Perl then faced an enormous ethical crisis: if she delivered the babies so near to where the Nazi physicians were, they would no doubt hear the infants’ cries and kill everyone in the barracks as punishment. If she turned the pregnant women in, they would die anyway — and after suffering at the hands of Mengele and his doctors.
So, though it went against her teaching and the social code of the day, she began performing rudimentary abortions in the barracks. She had no tools, nothing to disinfect her hands and no pain relief of any kind.
“Hundreds of times I had premature deliveries,” she told The New York Times. “No one will ever know what it meant to me to destroy those babies, but if I had not done it, both mother and child would have been cruelly murdered.”
If the pregnancy was too far along when the mother arrived in Perl’s care, the gynecologist would rupture the amniotic sac, manually dilate the cervix, and deliver the baby who — being preterm — died almost instantly.
In her book I Was a Doctor in Auschwitz, she tells the story of one young woman who arrived nearly full term. The baby was delivered in secret and the mother was sent to the infirmary with “pneumonia” (a chosen guise because pneumonia was not punishable by death, unlike Typhoid).
Perl tried to keep the baby alive, but was afraid that his cries would alert the guards, which would mean death for mother, child and probably all the women in the barracks. “I could hide him no longer,” she wrote. “I took the warm little body in my hands, kissed the smooth face…then strangled him and buried his body under a mountain of corpses waiting to be cremated.”
She thought she was doing the best that she could in the face of unimaginably awful circumstances. As Perl wrote, the women she treated, “did not know that they would have to pay with their lives, and the lives of their unborn children, for that last, tender night spent in the arms of their husbands.”
She soon rationalized that in Auschwitz and other concentration camps, the role of the Jewish doctor was not to heal, but to hasten death.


* _YOUR OBJECTIVE_: Write out the lines below once more, exactly as they appear. Do not include pictures.

* _INFORMATION_:
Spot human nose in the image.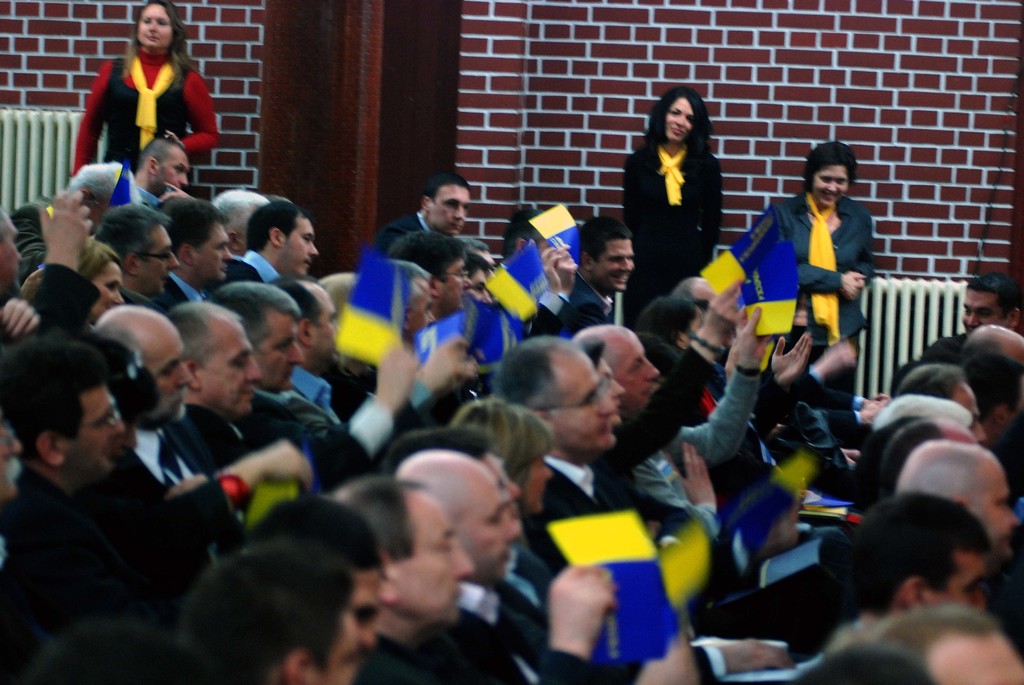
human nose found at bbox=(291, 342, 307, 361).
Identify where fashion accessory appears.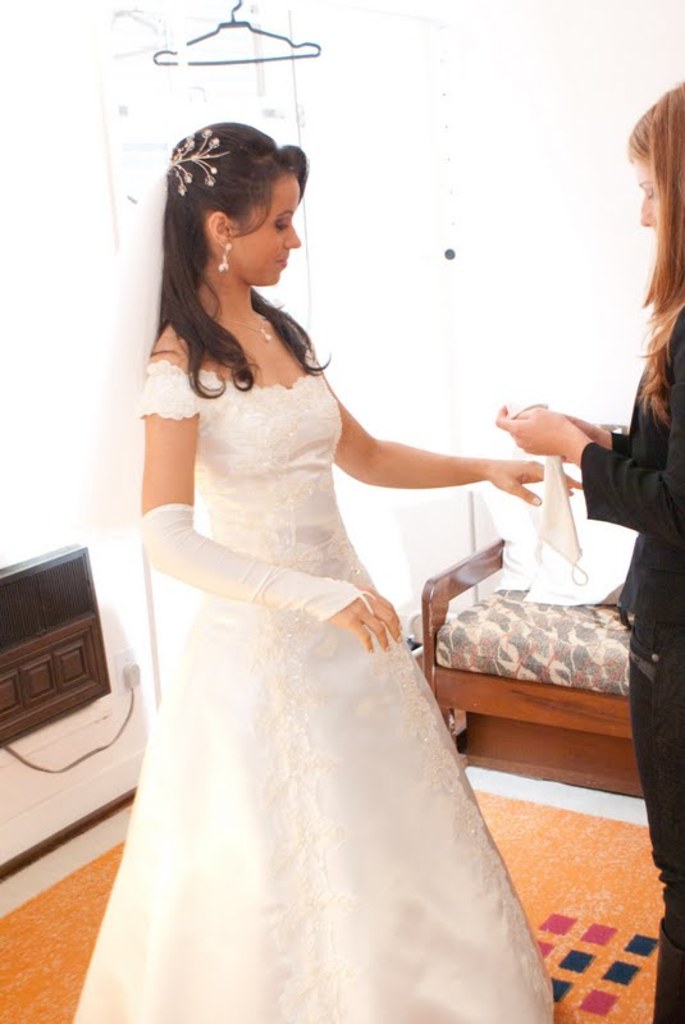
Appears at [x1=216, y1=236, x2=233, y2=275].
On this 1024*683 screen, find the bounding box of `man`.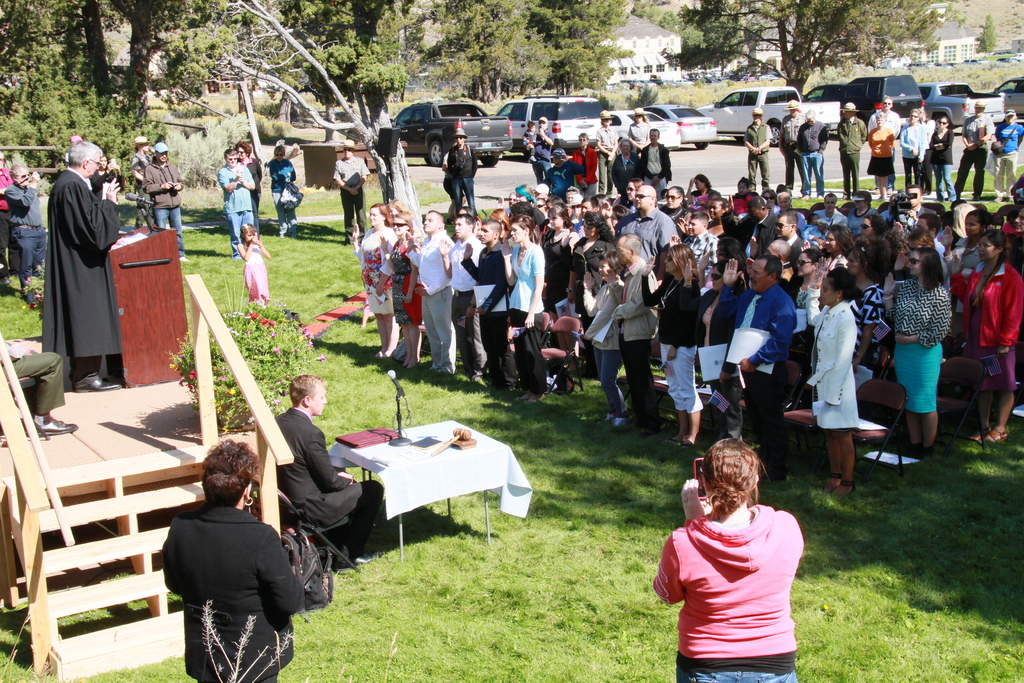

* _REPLY TO THE TASK_:
Spot human nose in the image.
human nose found at bbox=(291, 342, 307, 361).
Identify where fashion accessory appears.
Appears at [x1=216, y1=236, x2=233, y2=275].
On this 1024*683 screen, find the bounding box of `man`.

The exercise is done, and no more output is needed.